Priest charged with satanic killing of nun
Either way, the 66-year-old priest is the talk of Toledo, Ohio, where he has been arraigned on murder charges and imprisoned in the county jail after his arrest last weekend.
His case is not only replete with details straight out of a Gothic melodrama, including one particularly lurid report of a ritual involving a teenage girl, a snake and a human eyeball.
It also once more throws an unwelcome spotlight on the moral integrity of the Catholic hierarchy, which, in this case, supported Fr Robinson and allowed him continue his pastoral duties even after he was formally placed under investigation for murder last year.
At the heart of the case is the killing of Sr Margaret Ann Pahl in the sacristy of a church hospital on Easter Saturday 24 years ago. Sr Margaret Ann was one day short of her 72nd birthday when she was strangled and stabbed between 27 and 32 times.
Police say Fr Robinson was a suspect from the start a factor that did not prevent him from officiating at Sr Margaret Ann's funeral. They also believed some kind of ritual was involved, since the nun's body was found covered with an altar cloth.
At the time, however, the evidence trail went cold, in part because the murder scene had been scrupulously cleaned up before police arrived. The authorities offered nearly $30,000 for information that could solve the case, but none was forthcoming.
Nothing new emerged until last year, when a woman whose identity has been kept secret testified before a diocesan commission in Toledo that she had endured years of sexual, physical and psychological abuse by a group of priests during her childhood and teenage years.
Fr Robinson, she alleged, had sexually assaulted her and forced her to participate in Satanic rituals.
Some of her testimony seemed unbelievable.
She described being placed in a coffin crawling with cockroaches, being forced to eat a human eyeball and penetrated with a snake to consecrate her orifices to Satan. She said the priests had killed children, mutilated dogs and performed an abortion on her as part of their devil-worship.
Something about her testimony, however, stirred the interest of the Toledo police, and triggered the reopening of the inquiry into the murder of Sr Margaret Ann.
Police officials have refused to discuss what it was they found, saying only that a part of their evidence involves a criminological technique known as "blood transfer patterns".
Grand jury hearings are expected soon, followed by a decision on whether to remand Fr Robinson for trial.
Challenged as to why they did not investigate the allegations of satanic rituals, church officials have said the claims were not credible. They have not explained why Fr Robinson was not placed on leave after he was named as a suspect, in apparent violation of their own policies. He celebrated mass until last week.
"Their policy dictates that they step down the priest and launch an investigation. Why was Father Gerald Robinson not stepped down, given the seriousness of the allegations?" said Claudia Vercellotti of a local group called Snap, or Survivors Network of those Abused by Priests.
Fr Robinson was granted bail of $200,000, but was still in jail as supporters tried to collect the money.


#### Exercise objective
The records below must be returned in full and unaltered.

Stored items
※
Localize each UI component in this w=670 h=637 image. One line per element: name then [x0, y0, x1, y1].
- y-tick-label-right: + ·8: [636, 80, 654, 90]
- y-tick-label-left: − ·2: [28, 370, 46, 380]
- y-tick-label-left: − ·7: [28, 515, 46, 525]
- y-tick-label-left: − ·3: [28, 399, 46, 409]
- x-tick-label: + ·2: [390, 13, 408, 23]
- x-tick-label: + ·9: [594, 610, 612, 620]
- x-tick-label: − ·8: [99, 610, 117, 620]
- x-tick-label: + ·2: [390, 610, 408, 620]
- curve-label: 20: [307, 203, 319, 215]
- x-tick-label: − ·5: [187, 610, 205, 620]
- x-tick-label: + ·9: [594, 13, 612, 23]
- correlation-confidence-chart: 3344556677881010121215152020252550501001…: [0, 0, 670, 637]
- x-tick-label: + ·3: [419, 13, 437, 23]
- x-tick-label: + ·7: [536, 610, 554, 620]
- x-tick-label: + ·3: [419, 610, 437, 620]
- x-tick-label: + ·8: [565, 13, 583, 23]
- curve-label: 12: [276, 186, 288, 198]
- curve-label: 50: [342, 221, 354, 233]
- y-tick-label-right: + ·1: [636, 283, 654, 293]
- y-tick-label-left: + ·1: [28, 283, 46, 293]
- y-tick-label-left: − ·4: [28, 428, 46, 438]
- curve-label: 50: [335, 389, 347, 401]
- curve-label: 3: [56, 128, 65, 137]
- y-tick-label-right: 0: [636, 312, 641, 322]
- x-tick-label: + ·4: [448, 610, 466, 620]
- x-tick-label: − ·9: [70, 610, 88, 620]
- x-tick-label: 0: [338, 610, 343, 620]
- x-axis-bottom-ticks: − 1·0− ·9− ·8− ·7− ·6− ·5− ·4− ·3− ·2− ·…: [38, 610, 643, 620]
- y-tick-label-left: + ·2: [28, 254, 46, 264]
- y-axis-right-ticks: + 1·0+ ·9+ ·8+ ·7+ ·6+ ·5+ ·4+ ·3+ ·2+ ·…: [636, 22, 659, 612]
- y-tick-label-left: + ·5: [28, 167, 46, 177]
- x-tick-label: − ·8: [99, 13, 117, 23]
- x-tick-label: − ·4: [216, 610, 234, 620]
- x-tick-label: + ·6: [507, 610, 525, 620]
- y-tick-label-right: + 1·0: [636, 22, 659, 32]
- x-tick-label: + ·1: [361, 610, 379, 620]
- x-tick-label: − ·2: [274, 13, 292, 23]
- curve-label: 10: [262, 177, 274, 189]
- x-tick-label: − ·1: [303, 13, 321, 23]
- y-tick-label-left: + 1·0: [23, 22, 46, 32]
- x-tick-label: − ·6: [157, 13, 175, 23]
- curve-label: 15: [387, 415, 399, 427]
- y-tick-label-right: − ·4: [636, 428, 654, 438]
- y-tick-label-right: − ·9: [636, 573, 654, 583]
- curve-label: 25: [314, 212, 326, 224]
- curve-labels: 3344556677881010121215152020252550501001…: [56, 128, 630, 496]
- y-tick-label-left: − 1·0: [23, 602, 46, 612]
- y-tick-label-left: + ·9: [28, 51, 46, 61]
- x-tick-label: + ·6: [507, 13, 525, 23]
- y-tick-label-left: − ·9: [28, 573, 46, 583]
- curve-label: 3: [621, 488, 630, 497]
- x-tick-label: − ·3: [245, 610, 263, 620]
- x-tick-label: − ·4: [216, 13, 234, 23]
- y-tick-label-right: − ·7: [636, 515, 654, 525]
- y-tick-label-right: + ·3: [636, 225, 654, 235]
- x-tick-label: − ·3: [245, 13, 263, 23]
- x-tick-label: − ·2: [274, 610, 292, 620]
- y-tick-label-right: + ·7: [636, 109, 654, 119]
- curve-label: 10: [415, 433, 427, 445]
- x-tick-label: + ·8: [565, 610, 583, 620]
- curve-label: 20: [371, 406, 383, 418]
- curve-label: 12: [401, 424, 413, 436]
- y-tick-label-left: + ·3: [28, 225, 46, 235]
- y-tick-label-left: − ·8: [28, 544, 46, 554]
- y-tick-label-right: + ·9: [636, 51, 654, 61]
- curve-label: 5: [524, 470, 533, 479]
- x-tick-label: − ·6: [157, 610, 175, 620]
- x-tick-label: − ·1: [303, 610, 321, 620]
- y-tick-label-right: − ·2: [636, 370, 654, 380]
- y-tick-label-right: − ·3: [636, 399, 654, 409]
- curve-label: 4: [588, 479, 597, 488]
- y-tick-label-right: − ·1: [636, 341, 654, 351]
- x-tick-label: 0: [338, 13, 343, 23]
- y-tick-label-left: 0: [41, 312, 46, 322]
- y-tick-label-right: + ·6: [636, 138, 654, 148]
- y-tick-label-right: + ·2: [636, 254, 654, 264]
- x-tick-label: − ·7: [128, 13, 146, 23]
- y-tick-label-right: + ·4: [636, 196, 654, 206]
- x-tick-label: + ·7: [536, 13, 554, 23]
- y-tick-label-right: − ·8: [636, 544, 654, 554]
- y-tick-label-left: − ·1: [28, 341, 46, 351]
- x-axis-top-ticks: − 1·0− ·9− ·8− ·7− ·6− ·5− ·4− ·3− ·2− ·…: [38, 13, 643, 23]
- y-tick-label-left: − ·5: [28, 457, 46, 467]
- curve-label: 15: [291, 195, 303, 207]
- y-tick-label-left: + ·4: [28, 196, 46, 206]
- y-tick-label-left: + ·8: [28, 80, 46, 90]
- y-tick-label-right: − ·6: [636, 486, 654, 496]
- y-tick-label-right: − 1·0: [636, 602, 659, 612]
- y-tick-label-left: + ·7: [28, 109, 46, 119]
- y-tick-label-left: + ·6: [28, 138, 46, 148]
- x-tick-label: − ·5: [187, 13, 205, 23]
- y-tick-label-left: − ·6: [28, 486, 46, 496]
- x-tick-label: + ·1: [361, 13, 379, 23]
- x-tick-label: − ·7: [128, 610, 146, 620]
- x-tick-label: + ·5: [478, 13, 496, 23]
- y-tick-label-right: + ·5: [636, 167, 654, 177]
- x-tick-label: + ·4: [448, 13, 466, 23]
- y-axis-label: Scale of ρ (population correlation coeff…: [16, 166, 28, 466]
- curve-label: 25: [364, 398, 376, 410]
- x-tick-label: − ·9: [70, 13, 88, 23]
※
#### Response area
Localize each UI component in this w=670 h=637 image. One line per element: name then [x0, y0, x1, y1].
- y-tick-label-right: + ·8: [636, 80, 654, 90]
- y-tick-label-left: − ·2: [28, 370, 46, 380]
- y-tick-label-left: − ·7: [28, 515, 46, 525]
- y-tick-label-left: − ·3: [28, 399, 46, 409]
- x-tick-label: + ·2: [390, 13, 408, 23]
- x-tick-label: + ·9: [594, 610, 612, 620]
- x-tick-label: − ·8: [99, 610, 117, 620]
- x-tick-label: + ·2: [390, 610, 408, 620]
- curve-label: 20: [307, 203, 319, 215]
- x-tick-label: − ·5: [187, 610, 205, 620]
- x-tick-label: + ·9: [594, 13, 612, 23]
- correlation-confidence-chart: 3344556677881010121215152020252550501001…: [0, 0, 670, 637]
- x-tick-label: + ·3: [419, 13, 437, 23]
- x-tick-label: + ·7: [536, 610, 554, 620]
- x-tick-label: + ·3: [419, 610, 437, 620]
- x-tick-label: + ·8: [565, 13, 583, 23]
- curve-label: 12: [276, 186, 288, 198]
- curve-label: 50: [342, 221, 354, 233]
- y-tick-label-right: + ·1: [636, 283, 654, 293]
- y-tick-label-left: + ·1: [28, 283, 46, 293]
- y-tick-label-left: − ·4: [28, 428, 46, 438]
- curve-label: 50: [335, 389, 347, 401]
- curve-label: 3: [56, 128, 65, 137]
- y-tick-label-right: 0: [636, 312, 641, 322]
- x-tick-label: + ·4: [448, 610, 466, 620]
- x-tick-label: − ·9: [70, 610, 88, 620]
- x-tick-label: 0: [338, 610, 343, 620]
- x-axis-bottom-ticks: − 1·0− ·9− ·8− ·7− ·6− ·5− ·4− ·3− ·2− ·…: [38, 610, 643, 620]
- y-tick-label-left: + ·2: [28, 254, 46, 264]
- y-axis-right-ticks: + 1·0+ ·9+ ·8+ ·7+ ·6+ ·5+ ·4+ ·3+ ·2+ ·…: [636, 22, 659, 612]
- y-tick-label-left: + ·5: [28, 167, 46, 177]
- x-tick-label: − ·8: [99, 13, 117, 23]
- x-tick-label: − ·4: [216, 610, 234, 620]
- x-tick-label: + ·6: [507, 610, 525, 620]
- y-tick-label-right: + 1·0: [636, 22, 659, 32]
- x-tick-label: + ·1: [361, 610, 379, 620]
- x-tick-label: − ·2: [274, 13, 292, 23]
- curve-label: 10: [262, 177, 274, 189]
- x-tick-label: − ·1: [303, 13, 321, 23]
- y-tick-label-left: + 1·0: [23, 22, 46, 32]
- x-tick-label: − ·6: [157, 13, 175, 23]
- curve-label: 15: [387, 415, 399, 427]
- y-tick-label-right: − ·4: [636, 428, 654, 438]
- y-tick-label-right: − ·9: [636, 573, 654, 583]
- curve-label: 25: [314, 212, 326, 224]
- curve-labels: 3344556677881010121215152020252550501001…: [56, 128, 630, 496]
- y-tick-label-left: − 1·0: [23, 602, 46, 612]
- y-tick-label-left: + ·9: [28, 51, 46, 61]
- x-tick-label: + ·6: [507, 13, 525, 23]
- y-tick-label-left: − ·9: [28, 573, 46, 583]
- curve-label: 3: [621, 488, 630, 497]
- x-tick-label: − ·3: [245, 610, 263, 620]
- x-tick-label: − ·4: [216, 13, 234, 23]
- y-tick-label-right: − ·7: [636, 515, 654, 525]
- y-tick-label-right: + ·3: [636, 225, 654, 235]
- x-tick-label: − ·3: [245, 13, 263, 23]
- x-tick-label: − ·2: [274, 610, 292, 620]
- y-tick-label-right: + ·7: [636, 109, 654, 119]
- curve-label: 10: [415, 433, 427, 445]
- x-tick-label: + ·8: [565, 610, 583, 620]
- curve-label: 20: [371, 406, 383, 418]
- curve-label: 12: [401, 424, 413, 436]
- y-tick-label-left: + ·3: [28, 225, 46, 235]
- y-tick-label-left: − ·8: [28, 544, 46, 554]
- y-tick-label-right: + ·9: [636, 51, 654, 61]
- curve-label: 5: [524, 470, 533, 479]
- x-tick-label: − ·6: [157, 610, 175, 620]
- x-tick-label: − ·1: [303, 610, 321, 620]
- y-tick-label-right: − ·2: [636, 370, 654, 380]
- y-tick-label-right: − ·3: [636, 399, 654, 409]
- curve-label: 4: [588, 479, 597, 488]
- y-tick-label-right: − ·1: [636, 341, 654, 351]
- x-tick-label: 0: [338, 13, 343, 23]
- y-tick-label-left: 0: [41, 312, 46, 322]
- y-tick-label-right: + ·6: [636, 138, 654, 148]
- y-tick-label-right: + ·2: [636, 254, 654, 264]
- x-tick-label: − ·7: [128, 13, 146, 23]
- y-tick-label-right: + ·4: [636, 196, 654, 206]
- x-tick-label: + ·7: [536, 13, 554, 23]
- y-tick-label-right: − ·8: [636, 544, 654, 554]
- y-tick-label-left: − ·1: [28, 341, 46, 351]
- x-axis-top-ticks: − 1·0− ·9− ·8− ·7− ·6− ·5− ·4− ·3− ·2− ·…: [38, 13, 643, 23]
- y-tick-label-left: − ·5: [28, 457, 46, 467]
- curve-label: 15: [291, 195, 303, 207]
- y-tick-label-left: + ·4: [28, 196, 46, 206]
- y-tick-label-left: + ·8: [28, 80, 46, 90]
- y-tick-label-right: − ·6: [636, 486, 654, 496]
- y-tick-label-right: − 1·0: [636, 602, 659, 612]
- y-tick-label-left: + ·7: [28, 109, 46, 119]
- y-tick-label-left: + ·6: [28, 138, 46, 148]
- x-tick-label: − ·5: [187, 13, 205, 23]
- y-tick-label-left: − ·6: [28, 486, 46, 496]
- x-tick-label: + ·1: [361, 13, 379, 23]
- x-tick-label: − ·7: [128, 610, 146, 620]
- x-tick-label: + ·5: [478, 13, 496, 23]
- y-tick-label-right: + ·5: [636, 167, 654, 177]
- x-tick-label: + ·4: [448, 13, 466, 23]
- y-axis-label: Scale of ρ (population correlation coeff…: [16, 166, 28, 466]
- curve-label: 25: [364, 398, 376, 410]
- x-tick-label: − ·9: [70, 13, 88, 23]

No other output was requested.